After reading the article, I was left with the realization that all this money could have been  spent in ways dedicated to improving not only the lives of American citizens but also those of people throughout the world.  What better way could there be to encourage diplomacy and eradicate incentives for terrorism?
 
Links to the article were featured on many popular websites including Yahoo!, where headline commentary referred to the article as an "intelligence-complex exposé."  An estimate is given that now in the United States 854,000 people hold top-secret security clearances.   A noteworthy perspective was presented from retired Army Lt. Gen. John R. Vines "who was asked last year to review the method for tracking the Defense Department's most sensitive programs."

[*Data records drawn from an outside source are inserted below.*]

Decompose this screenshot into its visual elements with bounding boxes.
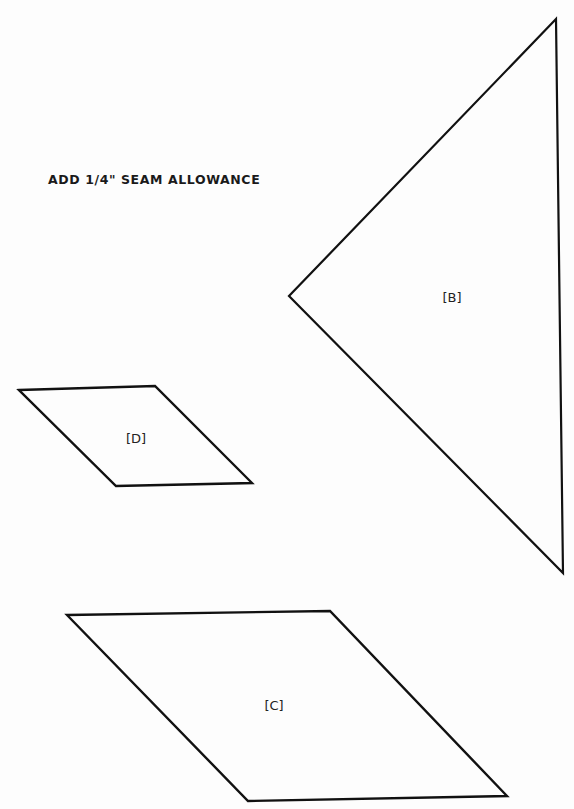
pattern-page: ADD 1/4" SEAM ALLOWANCE [B] [D] [C] <box>0 0 574 809</box>
pattern-piece-b-triangle <box>289 19 563 573</box>
piece-d-label: [D] <box>126 431 146 446</box>
piece-b-label: [B] <box>442 290 461 305</box>
pattern-shapes <box>0 0 574 809</box>
pattern-piece-c-parallelogram <box>67 611 507 801</box>
piece-c-label: [C] <box>264 698 283 713</box>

"I'm not aware of any agency with the authority, responsibility or a process in place to coordinate all these interagency and commercial activities," he said in an interview. "The complexity of this system defies description."
 
The result, he added, is that it's impossible to tell whether the country is safer because of all this spending and all these activities.  "Because it lacks a synchronizing process, it inevitably results in message dissonance, reduced effectiveness and waste," Vines said.  "We consequently can't effectively assess whether it is making us more safe."
 
The Post's investigation is based on government documents and contracts, job descriptions, property records, corporate and social networking Web sites, additional records, and hundreds of interviews with intelligence, military and corporate officials and former officials.  Most requested anonymity either because they are prohibited from speaking publicly or because, they said, they feared retaliation at work for describing their concerns.
 
There is also a revealing anecdote about "an ultra-secret group of programs for which access is extremely limited and monitored by specially trained security officers" — Special Access Programs.
 
One military officer involved in one such program said he was ordered to sign a document prohibiting him from disclosing it to his four-star commander, with whom he worked closely every day, because the commander was not authorized to know about it.  Another senior defense official recalls the day he tried to find out about a program in his budget, only to be rebuffed by a peer.  "What do you mean you can't tell me?  I pay for the program," he recalled saying in a heated exchange. 
 
A simple and basic conclusion about the information presented by this article is an appraisal that clandestine agendas  discount the spiritual value of honesty espoused in all of the world's wisdom traditions.  It would seem humanity is faced with an age where secrecy is an accepted paradigm.
 
It seems important to remind that any orientation of a person toward countries, companies or a particular office as domains of perfunctory acquiescence will result with decisions weighing heavily on one's conscience as one becomes aware of concealed information or circumstances having an adverse impact on the welfare of others.  
 
I heard Dana Priest and William M. Arkin interviewed yesterday by Neal Conan on the NPR radio program "Talk of the Nation."  Here is a transcript.  At one point Neal mentioned that the acting director of national intelligence, David Gompert, wrote a response to the article and said that U.S. intelligence is achieving untold successes every day.  Neil commented, "The fact that there were only a few high-profile terrorist attacks and attempts recently means they are doing a good job, that the picture you paint is not the intelligence community that we know, as he put it."
 
Dana Priest then observed, "Well, first of all, we asked them to share with us anything they could, plots that were foiled that we could put in the paper because we didn't have many examples.  We said give us things, just in generalities.  You know, they're always worried about giving away too much.  And we didn't receive anything back.  So if they're out there, and they happened, you know, we could not find out about them." 
   
 

1 comment:

  1. You took me to a new world that I don't know.Intresting stuff.Thanks for sharing.